This week, Slow Digest offers three articles by scholars, or groups of scholars, who explore or reflect on the rewards of slow(ish), interdisciplinary, exploratory, and highly collaborative scholarly practices.
Patricia Hill Collins, “LOOKING BACK, MOVING AHEAD: Scholarship in Service to Social Justice”
Contributed by Jamee Nicole Pritchard
Patricia Hill Collins discusses her experience with developing scholarship in service to social justice through dialogical knowledge production, or what can be interpreted as slow scholarship. In this essay, she discusses how she had the freedom away from the pressures and confinement of higher education to slowly develop sociological theory that could actually be put into practice. I chose this essay because of its illustration of how slow productivity in academia means putting theory into practice. Slowing down sometimes means better, more effective and deliberate praxis.
COLLINS, P. H. (2012). LOOKING BACK, MOVING AHEAD: Scholarship in Service to Social Justice. Gender and Society, 26(1), 14–22. http://www.jstor.org/stable/23212234
“For Slow Scholarship: A Feminist Politics of Resistance through Collective Action in the Neoliberal University”
Contributed by Russell Star-Lack
This article, co-written with UWM’s Anne Bonds and Jenna Lloyd, discusses strategies for slow scholarship within the neoliberal university from a feminist perspective. While this is a theory-heavy academic article, I like that it proposes and discusses realistic strategies for enacting slow scholarship including sharing practices, increasing what counts for tenure promotion, collective organizing, prioritizing care, emailing less, taking time to think, slowing down the writing process, saying no, and not holding your work to the highest standard all the time.

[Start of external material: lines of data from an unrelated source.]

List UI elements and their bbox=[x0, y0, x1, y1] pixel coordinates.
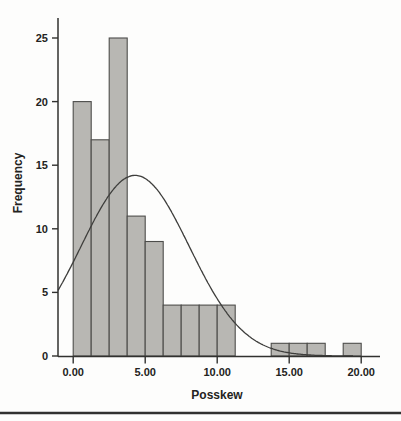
y-tick-label: 15 bbox=[36, 159, 48, 171]
x-axis-ticks: 0.005.0010.0015.0020.00 bbox=[62, 357, 374, 379]
y-axis-label: Frequency bbox=[11, 152, 25, 213]
histogram-bar bbox=[163, 305, 181, 356]
y-tick-label: 25 bbox=[36, 32, 48, 44]
histogram-chart: 0510152025 0.005.0010.0015.0020.00 Frequ… bbox=[0, 0, 401, 421]
histogram-bar bbox=[73, 102, 91, 356]
x-tick-label: 15.00 bbox=[275, 366, 303, 378]
histogram-bar bbox=[91, 140, 109, 356]
histogram-bar bbox=[343, 343, 361, 356]
histogram-bar bbox=[127, 216, 145, 356]
histogram-bar bbox=[109, 38, 127, 356]
x-axis-label: Posskew bbox=[191, 388, 243, 402]
x-tick-label: 0.00 bbox=[62, 366, 83, 378]
x-tick-label: 10.00 bbox=[203, 366, 231, 378]
chart-page: 0510152025 0.005.0010.0015.0020.00 Frequ… bbox=[0, 0, 401, 421]
y-tick-label: 20 bbox=[36, 96, 48, 108]
y-tick-label: 10 bbox=[36, 223, 48, 235]
histogram-bar bbox=[181, 305, 199, 356]
histogram-bars bbox=[73, 38, 361, 356]
histogram-bar bbox=[307, 343, 325, 356]
y-axis-ticks: 0510152025 bbox=[36, 32, 58, 362]
x-tick-label: 20.00 bbox=[347, 366, 375, 378]
x-tick-label: 5.00 bbox=[134, 366, 155, 378]
y-tick-label: 0 bbox=[42, 350, 48, 362]
histogram-bar bbox=[145, 242, 163, 357]
histogram-bar bbox=[199, 305, 217, 356]
y-tick-label: 5 bbox=[42, 286, 48, 298]
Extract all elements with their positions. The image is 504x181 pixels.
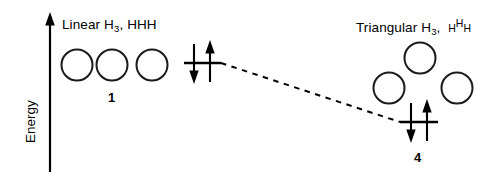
arrow-head [205, 40, 214, 54]
triangular-h3-title-prefix: Triangular [356, 20, 417, 35]
triangular-h3-connectivity-right: H [464, 22, 472, 34]
linear-h3-formula-element: H [104, 17, 114, 32]
triangular-h3-connectivity-left: H [448, 22, 456, 34]
state-number-linear: 1 [108, 91, 115, 104]
energy-level-diagram: Energy Linear H3, HHH Triangular H3, HHH… [0, 0, 504, 181]
arrow-head [406, 130, 415, 144]
triangular-h3-formula-element: H [421, 20, 431, 35]
triangular-h3-connectivity-top: H [456, 17, 464, 29]
linear-h3-title-prefix: Linear [62, 17, 100, 32]
linear-h3-title: Linear H3, HHH [62, 18, 157, 33]
linear-h3-connectivity: HHH [127, 17, 157, 32]
arrow-head [189, 71, 198, 85]
electron-spin-up-arrow-icon [422, 99, 431, 141]
atom-circle [374, 73, 405, 104]
atom-circle [97, 50, 128, 81]
atom-circle [62, 50, 93, 81]
triangular-h3-title: Triangular H3, HHH [356, 18, 471, 36]
atom-circle [442, 73, 473, 104]
triangular-h3-energy-level [400, 99, 438, 143]
state-number-triangular: 4 [414, 151, 421, 164]
arrow-head [422, 99, 431, 113]
linear-h3-atoms [62, 50, 168, 81]
linear-h3-energy-level [184, 40, 221, 84]
energy-axis-label: Energy [24, 100, 38, 143]
atom-circle [405, 43, 436, 74]
atom-circle [137, 50, 168, 81]
electron-spin-up-arrow-icon [205, 40, 214, 82]
energy-axis [45, 12, 55, 172]
energy-axis-arrowhead-icon [45, 12, 55, 26]
triangular-h3-atoms [374, 43, 473, 104]
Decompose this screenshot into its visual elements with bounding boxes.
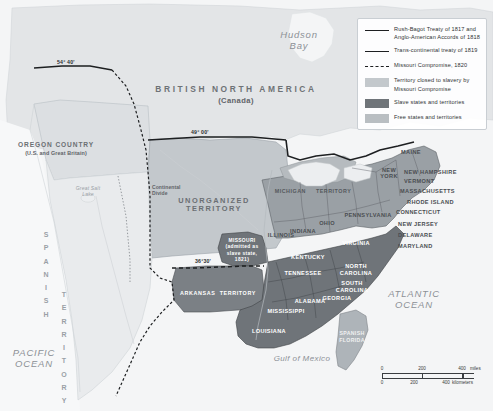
- legend-label-free-states: Free states and territories: [394, 113, 480, 121]
- scale-km-tick-1: 200: [410, 380, 418, 385]
- legend-label-rush-bagot: Rush-Bagot Treaty of 1817 and Anglo-Amer…: [394, 25, 480, 42]
- legend-label-missouri-compromise: Missouri Compromise, 1820: [394, 61, 480, 69]
- region-missouri: [218, 232, 268, 266]
- map-legend: Rush-Bagot Treaty of 1817 and Anglo-Amer…: [357, 18, 487, 130]
- scale-km-unit: kilometers: [452, 380, 473, 385]
- legend-key-swatch-mid: [365, 115, 389, 123]
- scale-km-numbers: 0 200 400 kilometers: [382, 380, 474, 387]
- scale-miles-tick-1: 200: [418, 366, 426, 371]
- legend-key-solid-line-2: [365, 49, 389, 57]
- legend-item-free-states: Free states and territories: [365, 113, 480, 124]
- legend-item-transcontinental: Trans-continental treaty of 1819: [365, 46, 480, 57]
- legend-item-slave-states: Slave states and territories: [365, 98, 480, 109]
- legend-label-closed-to-slavery: Territory closed to slavery by Missouri …: [394, 76, 480, 93]
- region-arkansas-territory: [172, 266, 264, 312]
- legend-key-dashed-line: [365, 64, 389, 72]
- legend-label-slave-states: Slave states and territories: [394, 98, 480, 106]
- legend-label-transcontinental: Trans-continental treaty of 1819: [394, 46, 480, 54]
- spanish-territory-label-2: TERRITORY: [58, 288, 72, 408]
- scale-km-tick-2: 400: [442, 380, 450, 385]
- region-spanish-florida: [336, 310, 368, 370]
- map-scale-bar: 0 200 400 miles 0 200 400 kilometers: [382, 366, 474, 387]
- region-oregon-country: [34, 100, 150, 180]
- legend-item-closed-to-slavery: Territory closed to slavery by Missouri …: [365, 76, 480, 93]
- scale-miles-tick-2: 400: [458, 366, 466, 371]
- scale-km-tick-0: 0: [381, 380, 384, 385]
- spanish-territory-label: SPANISH: [40, 228, 54, 321]
- legend-key-swatch-dark: [365, 100, 389, 108]
- historical-map: Hudson Bay ATLANTIC OCEAN PACIFIC OCEAN …: [0, 0, 493, 411]
- scale-miles-unit: miles: [470, 366, 481, 371]
- great-salt-lake-water: [81, 194, 95, 202]
- legend-item-missouri-compromise: Missouri Compromise, 1820: [365, 61, 480, 72]
- scale-miles-numbers: 0 200 400 miles: [382, 366, 474, 373]
- legend-item-rush-bagot: Rush-Bagot Treaty of 1817 and Anglo-Amer…: [365, 25, 480, 42]
- scale-miles-tick-0: 0: [381, 366, 384, 371]
- legend-key-swatch-light: [365, 79, 389, 87]
- scale-track: [382, 373, 474, 379]
- legend-key-solid-line: [365, 28, 389, 36]
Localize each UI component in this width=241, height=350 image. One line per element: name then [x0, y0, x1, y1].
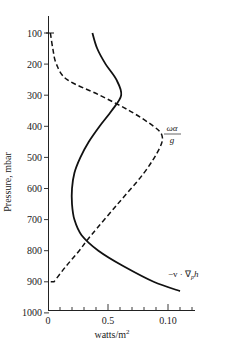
y-tick-label: 600	[27, 183, 42, 194]
annotation-omega-alpha-over-g: ωα g	[164, 123, 181, 145]
x-tick-label: 0.5	[102, 315, 115, 326]
annotation-advection: −v · ∇ph	[168, 269, 199, 280]
y-tick-label: 200	[27, 59, 42, 70]
y-tick-label: 800	[27, 245, 42, 256]
chart: 1002003004005006007008009001000 00.50.10…	[0, 0, 241, 350]
series-omega-dashed-line	[48, 33, 162, 282]
y-tick-label: 400	[27, 121, 42, 132]
x-tick-label: 0	[46, 315, 51, 326]
svg-text:g: g	[170, 135, 175, 145]
axes: 1002003004005006007008009001000 00.50.10	[22, 16, 195, 326]
y-tick-label: 700	[27, 214, 42, 225]
y-tick-label: 100	[27, 28, 42, 39]
y-tick-label: 300	[27, 90, 42, 101]
y-tick-label: 500	[27, 152, 42, 163]
x-ticks: 00.50.10	[46, 304, 193, 326]
x-tick-label: 0.10	[159, 315, 177, 326]
y-tick-label: 900	[27, 276, 42, 287]
y-axis-label: Pressure, mbar	[2, 152, 13, 212]
x-axis-label: watts/m2	[94, 328, 130, 340]
y-tick-label: 1000	[22, 307, 42, 318]
svg-text:ωα: ωα	[166, 123, 177, 133]
series-advection-solid-line	[72, 33, 180, 291]
y-ticks: 1002003004005006007008009001000	[22, 28, 49, 319]
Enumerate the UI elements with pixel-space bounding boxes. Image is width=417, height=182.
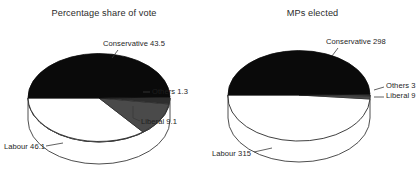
pie-label-others-right: Others 3 xyxy=(386,82,416,91)
pie-label-conservative-left: Conservative 43.5 xyxy=(103,40,165,49)
pie-label-liberal-right: Liberal 9 xyxy=(386,92,416,101)
pie-slice-conservative-left xyxy=(28,53,170,98)
pie-label-labour-left: Labour 46.1 xyxy=(4,143,45,152)
pie-chart-figure: Percentage share of vote Conservative 43… xyxy=(0,0,417,182)
pie-label-conservative-right: Conservative 298 xyxy=(326,38,386,47)
chart-panel-percentage-share-of-vote: Percentage share of vote Conservative 43… xyxy=(0,0,208,182)
pie-label-liberal-left: Liberal 9.1 xyxy=(141,118,177,127)
leader-line-others-right xyxy=(374,87,384,90)
chart-panel-mps-elected: MPs elected Conservative 298 Others 3 Li… xyxy=(208,0,417,182)
leader-line-conservative-right xyxy=(332,48,338,56)
pie-label-labour-right: Labour 315 xyxy=(212,150,251,159)
pie-label-others-left: Others 1.3 xyxy=(152,88,188,97)
pie-slice-conservative-right xyxy=(228,51,370,95)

Mountz, A., Bonds, A., Mansfield, B., Loyd, J., Hyndman, J., Walton-Roberts, M., … Curran, W. (2015). For Slow Scholarship: A Feminist Politics of Resistance through Collective Action in the Neoliberal University. ACME: An International Journal for Critical Geographies, 14(4), 1235–1259. https://doi.org/10.14288/acme.v14i4.1058
Julia Bryan-Wilson, “Practicing Trio A”
Contributed by Katie Waddell
In this article, art historian Julia Bryan-Wilson writes about her experience learning, embodying, and performing a work of contemporary dance by Yvonne Rainer, a choreographer she’d studied, and written about, prior to enlisting in Rainer’s class. A critique of the notion of critical distance unfolds over the course of the article as Bryan-Wilson recounts how her understanding of the dance shifted as she learned to perceive the dance’s movements via proprioception, rather than as a spectator. A clumsy person by her own admission, Bryan-Wilson’s very first dance class was Rainer’s. In re-learning an artwork specific to her area of expertise as a beginner, Bryan-Wilson conducts slow scholarship by experiencing the object of her study intimately, subjectively, and in real time: “as a non-dancer, I found learning Trio A akin to learning a language so foreign that you not only don’t understand the words or the alphabet, but you can’t even distinguish between consonants and vowels” (67).
In writing in a semi-autobiographical style, Bryan-Wilson also performs the kind of scholarship for which she ultimately argues in the article: scholarship that owns up to and accounts for the subjectivity and historical specificity of the author, and also treats scholarship as a collaborative project rather than a competitive achievement.